D&I Training in Daily Life

BCG Digital Ventures is especially proud of its initiative regarding LGBTQ pride, which included putting Kinsey scales (a spectrum of sexual orientation) inside bathroom stalls and encouraging employees to anonymously mark where they fall on the scale. “It was a way for us to show diversity on our walls and to show people there is a spectrum around orientation,” says Avruch.

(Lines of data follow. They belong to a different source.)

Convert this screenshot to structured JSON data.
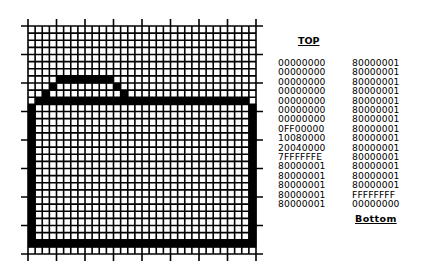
{
  "grid": {
    "columns": 32,
    "rows": 32,
    "tick_every": 4,
    "origin_x": 28,
    "origin_y": 26,
    "cell_size": 7.125,
    "line_color": "#000000",
    "fill_color": "#000000",
    "background": "#ffffff"
  },
  "labels": {
    "top": "TOP",
    "bottom": "Bottom"
  },
  "hex_rows": {
    "left_column": [
      "00000000",
      "00000000",
      "00000000",
      "00000000",
      "00000000",
      "00000000",
      "00000000",
      "0FF00000",
      "10080000",
      "20040000",
      "7FFFFFFE",
      "80000001",
      "80000001",
      "80000001",
      "80000001",
      "80000001"
    ],
    "right_column": [
      "80000001",
      "80000001",
      "80000001",
      "80000001",
      "80000001",
      "80000001",
      "80000001",
      "80000001",
      "80000001",
      "80000001",
      "80000001",
      "80000001",
      "80000001",
      "80000001",
      "FFFFFFFF",
      "00000000"
    ]
  },
  "icon": "folder-icon-bitmap"
}
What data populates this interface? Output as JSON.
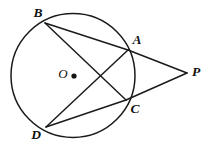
{
  "figure": {
    "width": 213,
    "height": 148,
    "background_color": "#ffffff",
    "stroke_color": "#1a1a1a"
  },
  "circle": {
    "name": "circle-O",
    "center_x": 73,
    "center_y": 75.5,
    "radius": 62,
    "center_label": "O",
    "center_label_x": 63,
    "center_label_y": 75,
    "center_dot_x": 74,
    "center_dot_y": 76,
    "center_dot_radius": 2.6
  },
  "points": [
    {
      "id": "B",
      "label": "B",
      "x": 45,
      "y": 23,
      "label_x": 38,
      "label_y": 14,
      "on_circle": true
    },
    {
      "id": "A",
      "label": "A",
      "x": 128,
      "y": 50,
      "label_x": 137,
      "label_y": 41,
      "on_circle": true
    },
    {
      "id": "C",
      "label": "C",
      "x": 126,
      "y": 100,
      "label_x": 135,
      "label_y": 110,
      "on_circle": true
    },
    {
      "id": "D",
      "label": "D",
      "x": 46,
      "y": 127,
      "label_x": 36,
      "label_y": 136,
      "on_circle": true
    },
    {
      "id": "P",
      "label": "P",
      "x": 187,
      "y": 73,
      "label_x": 196,
      "label_y": 73,
      "on_circle": false
    }
  ],
  "segments": [
    {
      "id": "BA",
      "name": "segment-b-a",
      "x1": 45,
      "y1": 23,
      "x2": 128,
      "y2": 50
    },
    {
      "id": "BC",
      "name": "segment-b-c",
      "x1": 45,
      "y1": 23,
      "x2": 126,
      "y2": 100
    },
    {
      "id": "DA",
      "name": "segment-d-a",
      "x1": 46,
      "y1": 127,
      "x2": 128,
      "y2": 50
    },
    {
      "id": "DC",
      "name": "segment-d-c",
      "x1": 46,
      "y1": 127,
      "x2": 126,
      "y2": 100
    },
    {
      "id": "AP",
      "name": "segment-a-p",
      "x1": 128,
      "y1": 50,
      "x2": 187,
      "y2": 73
    },
    {
      "id": "CP",
      "name": "segment-c-p",
      "x1": 126,
      "y1": 100,
      "x2": 187,
      "y2": 73
    }
  ]
}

Other initiatives by the company include employee business resource groups, which allow people with shared identities or cultures to come together to discuss common concerns. A company that embraces diversity in a genuine way is more likely to foster innovation and development than a company that restricts D&I training to a mandatory PowerPoint lecture.

Small Initiatives Add Up

Top D&I programs are multi-pronged, involve more than one method of delivery and are developed over time. Just ask Janine le Sueur, the VP/programs at The Association of Junior Leagues International, Inc.: “It is true that a single training or resource cannot solve.” By combining tried-and-true training methods with ground-up initiatives, D&I becomes ingrained within company culture.

Since 1943 Junior League leaders have been growing their D&I practices into the comprehensive program they comprise today. Online and print resources are complimented by in-person conferences, which the company’s chief learning officer, JuWon Choi ,hopes will give “members the confidence to become D&I advocates” themselves. The tri-annual conference, which focuses on topics like microaggressions, unconscious bias and blind spots, has proved extremely popular among League Members.

It’s worth taking a page out of Junior League’s book by implementing intentional, systematic action to make D&I central to all aspects of your organization.

Strength in Our Differences

When you’re tasked with making important decisions, having different cultural voices at the table is an invaluable competitive advantage. As one of the largest pharmaceutical companies with a presence in 120 countries, Merck knows this well. “When thinking about our mission, there’s strength in our differences,” says Texanna Reeves, executive director of the Global Diversity and Inclusion Center of Excellence at Merck.

Diverse talent is critical at Merck, where translating medicine packaging into different languages is just the tip of the iceberg. Possibly more important is considering how medicine will be perceived culturally. Whether in the lab, clinical trials or the office, it’s crucial to have diverse perspectives in the room when you’re in the business of improving and saving lives.

Diversity Leads to Innovation

Research shows that companies with diverse and inclusive workforces are more innovative and profitable.

A great example is Bayer, which has received The Catalyst Award, the highest honor for diversity in the U.S. Bayer’s head of U.S. learning and talent development, Karen Bicking, attributes this success to the company’s active promotion of women in the workplace: “We have programs geared toward diversity and inclusion, so we partner with some external organizations to help develop our women leaders.”

Other companies, like EY, use diversity to set themselves apart from the competition and spark innovation within the team. According to Martin Hayter, EY’S global assurance learning leader:

“The team has a global flavor to it. It brings more creativity and higher quality and we know that the content we develop is going to be applicable to different cultures, and to both emerging and mature markets.”

So, if your organization is among the 48% that still do not offer any type of D&I training, there’s no time like the present. Reeves of Merck provides one last piece of advice: “Start small. Really look at where you can get started and then just go ahead and chip away at it!”

Keely Witherow writes and publishes content for findcourses.com, the leading search engine for professional training in the US and North America.